The bioinformatics workflow managers are designed around the quirkiness of bioinformatics, and they remove a lot of boilerplate. That makes them easier to grok for someone who doesn't have a strong programming background, at the cost of some flexibility.

Some features that bridge the gap:

1. Command-line tools are often used in steps of a bioinformatics pipeline. The workflow managers expect this and make them easier to use (e.g. https://github.com/snakemake/snakemake-wrappers).

2. Using file I/O to explicitly construct a DAG is built-in, which seems easier to understand for researchers than constructing DAGs from functions.

3. Built-in support for executing on a cluster through something like SLURM.

4. Running "hacky" shell or R scripts in steps of the pipeline is well-supported. As an aside, it's surprising how often a mis-implemented subprocess.run() or os.system() call causes issues.

5. There's a strong community building open-source bioinformatics pipelines for each workflow manager (e.g. nf-core, warp, snakemake workflows).

Airflow – and the other less ___domain-specific workflow managers – are arguably better for people who have a stronger software engineering basis.
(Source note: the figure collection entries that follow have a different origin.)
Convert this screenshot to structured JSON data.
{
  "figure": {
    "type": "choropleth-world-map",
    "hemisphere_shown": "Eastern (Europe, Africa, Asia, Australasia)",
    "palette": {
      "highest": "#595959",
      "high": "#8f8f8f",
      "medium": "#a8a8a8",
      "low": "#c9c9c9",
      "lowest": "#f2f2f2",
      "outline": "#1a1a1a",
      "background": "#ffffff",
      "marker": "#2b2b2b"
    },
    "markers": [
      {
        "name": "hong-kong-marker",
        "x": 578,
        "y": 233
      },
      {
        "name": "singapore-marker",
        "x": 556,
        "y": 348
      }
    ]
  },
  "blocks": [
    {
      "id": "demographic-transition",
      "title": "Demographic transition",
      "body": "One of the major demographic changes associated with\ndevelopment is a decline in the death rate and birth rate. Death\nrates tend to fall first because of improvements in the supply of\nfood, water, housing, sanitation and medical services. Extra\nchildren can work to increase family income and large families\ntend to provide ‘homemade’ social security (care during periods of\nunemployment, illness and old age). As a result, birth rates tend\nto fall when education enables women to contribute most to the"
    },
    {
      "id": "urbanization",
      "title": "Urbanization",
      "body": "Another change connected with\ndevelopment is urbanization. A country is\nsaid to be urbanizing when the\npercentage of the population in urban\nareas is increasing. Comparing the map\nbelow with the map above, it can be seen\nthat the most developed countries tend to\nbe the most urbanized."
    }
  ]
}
For someone who moved wet lab to dry lab and is learning to code on the side, I think the bioinformatics workflow managers lower the barrier to entry.


> are arguably better for people who have a stronger software engineering basis

As someone who is a software developer in the bioinformatics space (as opposed to the other way around) and have spent over 10 years deep in the weeds of both the bioinformatics workflow engines as well as more standard ones like Airflow - I still would reach for a bioinfx engine for that ___domain.

But - what I find most exciting is a newer class of workflow tools coming out that appear to bridge the gap, e.g. Dagster. From observation it seems like a case of parallel evolution coming out of the ML/etc world where the research side of the house has similar needs. But either way, I could see this space pulling eyeballs away from the traditional bioinformatics workflow world.


The problem with Airflow is that each step of the DAG for a bioinformatics workflow is generally going to be running a command line tool. And it'll expect files to have been staged in and living in the exact right spot. And it'll expect files to have been staged out from the exact right spot.

This can all be done with Airflow, but the bioinformatics workflow engines understand that this is a first class use case for these users, and make it simpler.